A systemic failure by US intelligence allowed the alleged terrorist behind the Christmas Day airliner bomb plot to board the aircraft despite warnings about his extremist views, US President Barack Obama said on Tuesday.
Obama said initial investigations into the failed attack had found the information passed on by the father of Umar Farouk Abdulmutallab was not properly shared, meaning he was not barred from flying.
Where our government has information on a known extremist and that information is not shared and acted upon as it should have so that this extremist boarded a plane with dangerous explosives that could have cost nearly 300 lives, a systemic failure has occurred and I consider that totally unacceptable, he said.
We need to learn from this episode and act quickly to fix the flaws in our system because our security is at stake and lives are at stake, he said in a statement from Hawaii where he is holidaying with his family.
President Obama said the concerns of the suspect's father, expressed to US officials in his native Nigeria, had been passed to the US authorities weeks ago.
Weeks ago, this information was passed to a component of our intelligence community but was not effectively distributed so as to get the suspect's name on a no-fly list, he said. But he added that even without that warning, the US had enough material to have ensured Abdulmutallab would not have been free to fly.
There were bits of information available within the intelligence community which could have, and should have, been pieced together.
Had this critical information been shared, it could have been compiled with other intelligence and a fuller clearer picture of the suspect would have emerged.
”The warning signs would have triggered red flags and the suspect would have never been allowed to board that plane for America”.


> **INSTRUCTIONS TO FOLLOW**
Every entry is to be restated exactly; pictures are not part of the copy.
***** DATA FOR THIS EXERCISE *****
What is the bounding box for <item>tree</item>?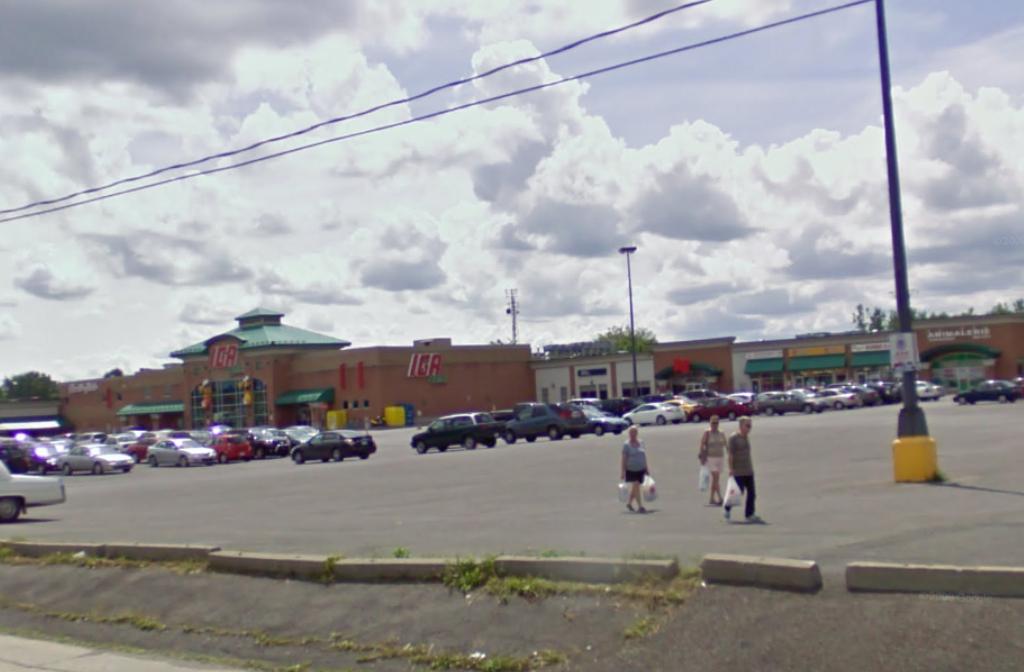
l=3, t=369, r=55, b=397.
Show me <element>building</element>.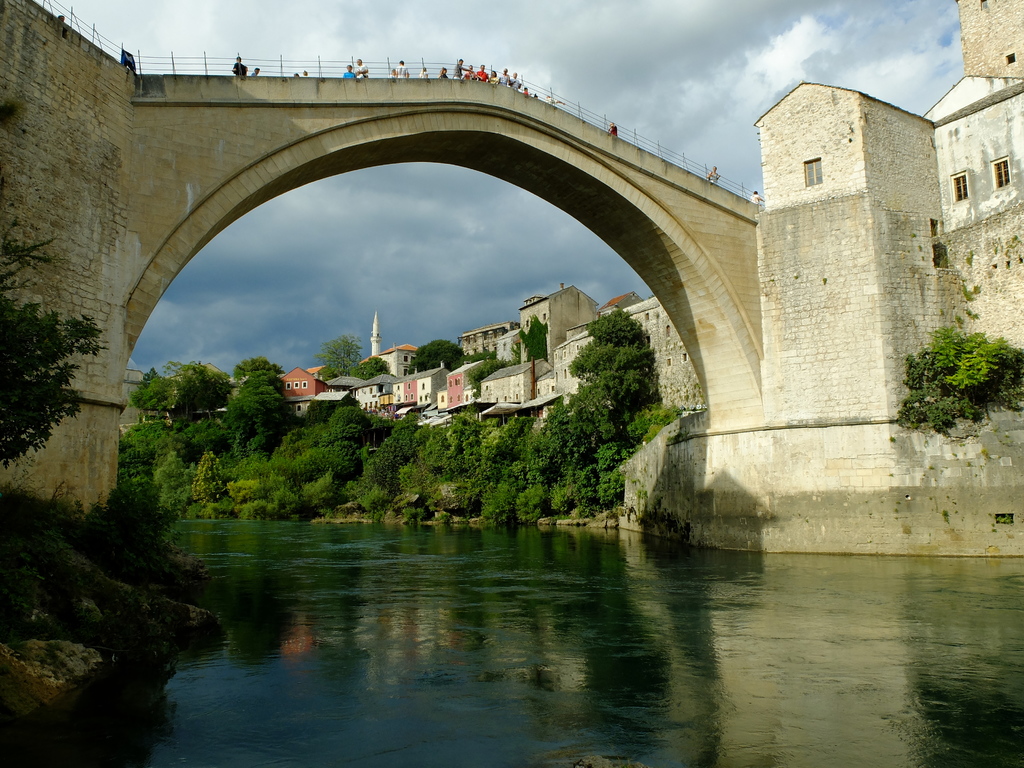
<element>building</element> is here: (445,359,487,405).
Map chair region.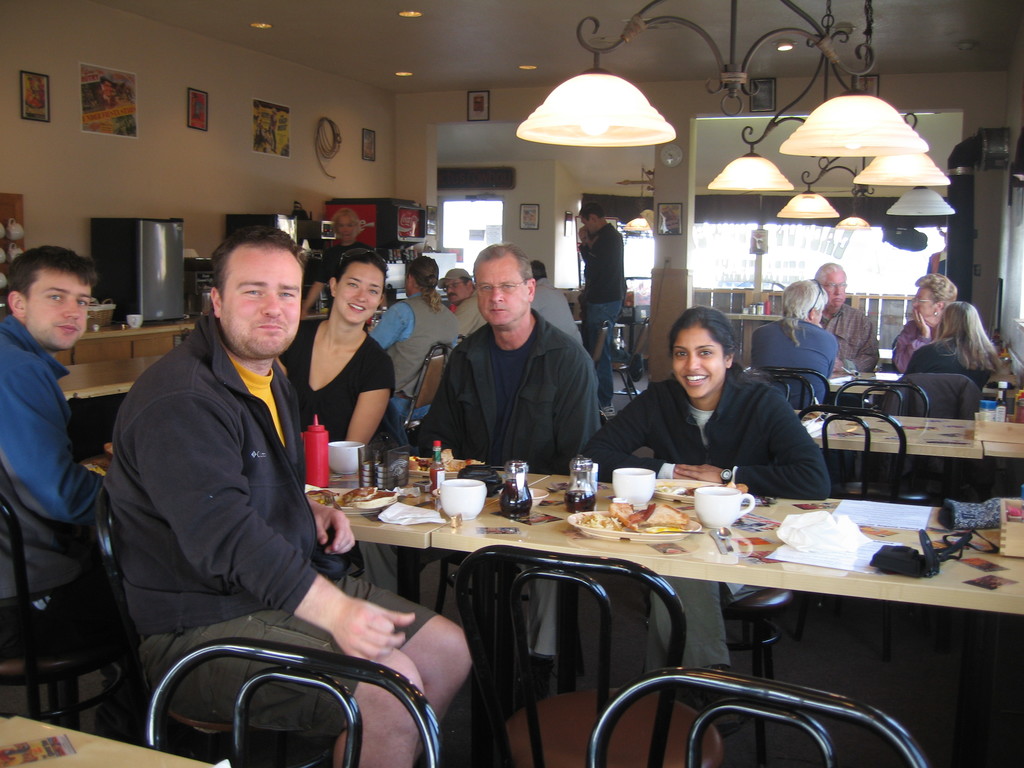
*****
> **TASK RESULT**
What is the bounding box for <item>tree</item>?
l=3, t=369, r=55, b=397.
Show me <element>building</element>.
<element>building</element> is here: (445,359,487,405).
Map chair region.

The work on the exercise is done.